I took my drink back to the table. Charles, abandoned, leaned over his plate with a butter knife, sliced the wings off a tiny magenta duck.

“They went to the bathroom,” he said. “I’ll refrain from some clichéd comment about how they always go in pairs.”

“Thanks for refraining,” I said.

“How you doing there, buddy?” said Charles. “Looks like you’re partaking of a wee dram or two.”

“You have any coke?” I said.

“Coca-cola?”

“No, the other kind.”

“You must be kidding.”

“Coke can be pretty transcendental. And interconnective. First couple bumps, anyway.”

“I don’t have any coke. I never had any coke. You know that.”

“I don’t know. I remember you were always trying to get laid and nobody would ever go to bed with you. And this was a time and place when being able to explain Horkheimer would get you action easy.”

“I never really saw it that way.”

“But you figured it out, because Emerson, Thoreau, that’s where the real tail is, right? The dependable stuff. I’m just guessing.”

“When did you get like this, Milo?”

“Seriously? About twenty years ago. And then about two
months ago. And then about ten minutes ago. Why should I want to deck you? I’m wracking my brain. I can’t think of why I should deck you. I always pretty much liked you. I know you thought I was a lightweight, but I didn’t mind. I thought you were a bore, and that my paintings would outlive your tedious summaries of other people’s books. But it looks like I was wrong.”

“Man, you take self-pity to new and astonishing heights, don’t you?”

“Probably,” I said.

“Constance thought so.”

“Constance said that? When?”

“A long time ago.”

“Oh.”

“Look, this is weird. I didn’t mean to get into it with you.”

“You still haven’t told me why I should deck you. Is this about my knife?”

“Your knife?”

“My Spanish dueling knife.”

“No. It’s not anything, I guess.”

“Do you see Constance?” I said.

“Sometimes. She’s my ex-wife.”

“Really?”

“Yeah, I thought you knew. I thought … we thought you were angry, still angry ten years later when we sent out the invitations. We invited you to the wedding. You never responded.”

“I don’t think I got it.”

“Bullshit.”

“I don’t know what to say, Charles. I’m sorry. I’ve been an asshole for years.”

“Constance thought you were heartbroken.”

“She did?”

“We always thought of maybe reaching out to you, but she was afraid you were too angry.”

“I would have been glad that she was happy.”

“It’s good to hear that. Constance would probably love to hear that.”

“What happened to you guys, anyway?”

“What happens to people, Milo?”

Now Ginny and Lisa rejoined us, just as Purdy clambered up on his chair at a nearby table, clinked his glass with a spoon.

“Hi, everybody,” he said. “Just wanted to thank you all for coming.
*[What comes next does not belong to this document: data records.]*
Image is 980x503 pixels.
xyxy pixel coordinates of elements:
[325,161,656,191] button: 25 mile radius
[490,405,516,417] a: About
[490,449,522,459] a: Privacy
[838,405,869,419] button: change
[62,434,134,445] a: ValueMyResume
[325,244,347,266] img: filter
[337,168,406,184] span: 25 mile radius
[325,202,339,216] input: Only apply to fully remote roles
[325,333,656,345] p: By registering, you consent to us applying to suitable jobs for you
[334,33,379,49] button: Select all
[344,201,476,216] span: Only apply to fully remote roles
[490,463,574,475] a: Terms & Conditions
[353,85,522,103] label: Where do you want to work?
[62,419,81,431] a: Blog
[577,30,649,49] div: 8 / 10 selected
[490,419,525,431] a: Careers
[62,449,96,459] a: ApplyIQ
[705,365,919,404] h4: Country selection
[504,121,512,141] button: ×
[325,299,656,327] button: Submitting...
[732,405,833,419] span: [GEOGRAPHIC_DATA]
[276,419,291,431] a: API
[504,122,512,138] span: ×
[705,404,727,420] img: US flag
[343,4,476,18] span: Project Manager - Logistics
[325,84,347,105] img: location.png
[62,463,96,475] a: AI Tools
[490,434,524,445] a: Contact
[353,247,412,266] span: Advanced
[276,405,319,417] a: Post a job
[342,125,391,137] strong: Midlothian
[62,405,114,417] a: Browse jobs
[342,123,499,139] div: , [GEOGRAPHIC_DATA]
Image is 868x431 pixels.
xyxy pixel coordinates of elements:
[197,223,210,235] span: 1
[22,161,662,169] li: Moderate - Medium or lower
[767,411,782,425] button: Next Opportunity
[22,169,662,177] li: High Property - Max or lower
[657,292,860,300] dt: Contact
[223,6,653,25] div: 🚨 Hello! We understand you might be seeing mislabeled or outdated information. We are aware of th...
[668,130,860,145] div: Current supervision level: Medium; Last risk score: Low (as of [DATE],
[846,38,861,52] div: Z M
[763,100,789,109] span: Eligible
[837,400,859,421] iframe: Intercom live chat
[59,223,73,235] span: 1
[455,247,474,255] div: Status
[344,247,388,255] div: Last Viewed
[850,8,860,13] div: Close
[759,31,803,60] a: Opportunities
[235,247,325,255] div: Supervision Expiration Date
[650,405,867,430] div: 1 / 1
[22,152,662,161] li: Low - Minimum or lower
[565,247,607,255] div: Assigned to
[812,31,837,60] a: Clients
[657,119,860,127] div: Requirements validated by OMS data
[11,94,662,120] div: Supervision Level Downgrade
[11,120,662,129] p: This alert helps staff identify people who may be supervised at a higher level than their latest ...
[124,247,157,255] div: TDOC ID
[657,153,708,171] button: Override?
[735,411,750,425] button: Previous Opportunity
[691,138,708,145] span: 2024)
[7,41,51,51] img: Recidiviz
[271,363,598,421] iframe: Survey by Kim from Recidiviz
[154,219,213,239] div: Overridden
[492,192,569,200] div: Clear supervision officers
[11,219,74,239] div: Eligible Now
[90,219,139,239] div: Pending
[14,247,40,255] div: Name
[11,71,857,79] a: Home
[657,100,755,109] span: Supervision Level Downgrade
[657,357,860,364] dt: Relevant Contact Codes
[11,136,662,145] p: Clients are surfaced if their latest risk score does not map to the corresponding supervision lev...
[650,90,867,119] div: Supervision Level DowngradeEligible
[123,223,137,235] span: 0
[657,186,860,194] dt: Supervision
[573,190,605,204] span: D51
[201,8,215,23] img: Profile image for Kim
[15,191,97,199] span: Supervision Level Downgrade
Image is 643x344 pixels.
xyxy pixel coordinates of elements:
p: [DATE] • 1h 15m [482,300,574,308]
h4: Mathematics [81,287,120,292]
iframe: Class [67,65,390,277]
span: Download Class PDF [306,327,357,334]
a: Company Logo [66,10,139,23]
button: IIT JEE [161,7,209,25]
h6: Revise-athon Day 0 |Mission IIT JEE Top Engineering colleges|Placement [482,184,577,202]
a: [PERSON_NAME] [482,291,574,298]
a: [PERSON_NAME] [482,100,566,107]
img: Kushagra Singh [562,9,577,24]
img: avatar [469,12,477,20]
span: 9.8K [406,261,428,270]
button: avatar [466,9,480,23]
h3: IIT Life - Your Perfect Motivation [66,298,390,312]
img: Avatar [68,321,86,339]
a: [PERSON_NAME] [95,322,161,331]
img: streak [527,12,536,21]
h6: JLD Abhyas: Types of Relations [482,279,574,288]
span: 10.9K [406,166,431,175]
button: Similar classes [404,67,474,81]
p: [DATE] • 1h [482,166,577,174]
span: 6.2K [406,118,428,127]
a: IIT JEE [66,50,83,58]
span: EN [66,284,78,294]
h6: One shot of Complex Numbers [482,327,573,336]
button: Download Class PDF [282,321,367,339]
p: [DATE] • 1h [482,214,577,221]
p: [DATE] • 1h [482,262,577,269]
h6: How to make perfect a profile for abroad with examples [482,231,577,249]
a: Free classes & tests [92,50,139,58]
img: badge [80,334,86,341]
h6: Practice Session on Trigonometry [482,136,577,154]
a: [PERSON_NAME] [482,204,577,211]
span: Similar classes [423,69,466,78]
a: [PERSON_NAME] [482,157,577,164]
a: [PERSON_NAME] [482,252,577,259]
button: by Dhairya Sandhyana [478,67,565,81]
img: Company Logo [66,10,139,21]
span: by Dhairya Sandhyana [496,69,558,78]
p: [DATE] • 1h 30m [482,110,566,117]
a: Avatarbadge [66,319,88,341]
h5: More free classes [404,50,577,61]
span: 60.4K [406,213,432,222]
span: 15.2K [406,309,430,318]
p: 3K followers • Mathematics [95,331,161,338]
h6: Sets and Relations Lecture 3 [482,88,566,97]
I see so many people from different parts of my life. It makes me so happy. There really wasn’t an occasion for this party. I was trying hard to come up with one. I looked into historical birthdays. There were some contenders, a medieval tsar, as I remember, and a noted National League southpaw from the seventies, but nobody seemed worth the big bash. Maybe, I thought, I’ll just call it Melinda’s Ovaries Day, a celebration of the little old egg that could. God knows how many couldn’t.”

“The ancient mariners in your ball sack were the problem!” called the guy with the pink polo shirt.

“Thanks, Kyle,” said Purdy. “That’s Kyle Northridge, a now
former
principal in Groupuscule Media.”

“You can’t afford to fire me!”

“Fire him from what? The whole thing’s in the shitter!” called a man next to Kyle.

“True,” said Purdy.

“Say it ain’t so!”

“But really, folks, it’s not about business. It’s not. It’s about people. And it is a bona fide delight to see you people types enjoying yourselves in my home. Our home, I mean. Soon to be the home of little Arnold Horshack Stuart.”

“Don’t do it!” somebody called.

“No? What do you guys think of Space Lab Stuart?”

“Sea Monkeys,” somebody said.

“Too self-conscious!” somebody called.

“How about Red Dye Number Two Stuart?” called another.

“You’re not getting it!”

“Carter Malaise Stuart!”

“Marzipan!”

“I hate marzipan!” said Purdy.

“Hey,” called a new voice, high, strained. “How about Fallujah?”